>
Hunter Biden Challenges Don Jr. and Eric Trump to a Cage Fight (VIDEO)
Minneapolis Pushes To Legalize Sex Bath-Houses For Gay Somali Immigrants
Pentagon Seeks Stunning 243x Budget Surge For Drone Warfare Unit As Eurasian Wars...
'World's First' Humanoid Robot For Real Household Chores Launched With 16-Hour Battery
Anthropic says its latest AI model is too powerful for public release and that it broke...
The CIA used a futuristic new tool called "Ghost Murmur" to find and rescue...
This Plant Replaces All Fertilizer FOREVER. Why Did the FDA Ban It?
China Introduces Pistol-Like Coil-Gun Based On Electromagnetic-Launch Systems
NEXT STOP: MARS IN JUST 30 DAYS?!
Poland's researchers discovered a bacteria strain that destroys pancreatic cancer.
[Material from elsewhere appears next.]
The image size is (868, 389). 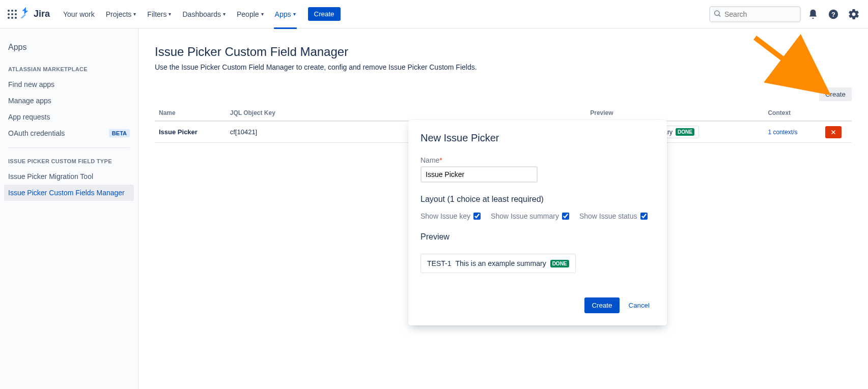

Intel Partners with Tesla and SpaceX on Terafab
Anthropic Number One AI in Ranking and Revenue - Making $30 Billion Per Year
India's indigenous fast breeder reactor achieves critical stage: PM Modi

Known as luminescent solar concentrators (LSC), these devices so far haven't proven as efficient or scalable as regular panels, but now a team at Los Alamos National Laboratory has demonstrated a new technique that could make for larger, more practical solar energy-harvesting windows.
The key to LSCs are molecules known as flurophores embedded within the glass surface, which absorb the light that hits them and re-emit it as lower energy photons. These photons are then guided to the edges of the surface, where strips of conventional PV cells lie in wait to catch them. Over the years, the technology has advanced from visibly studded sphelar cells, to semi-transparent tinted windows, right up to fully transparent planes of energy-producing glass.
The problem is, aesthetically and practically, clear glass would be ideal. Yet those devices can lack in the efficiency department, converting just one percent of the solar energy received.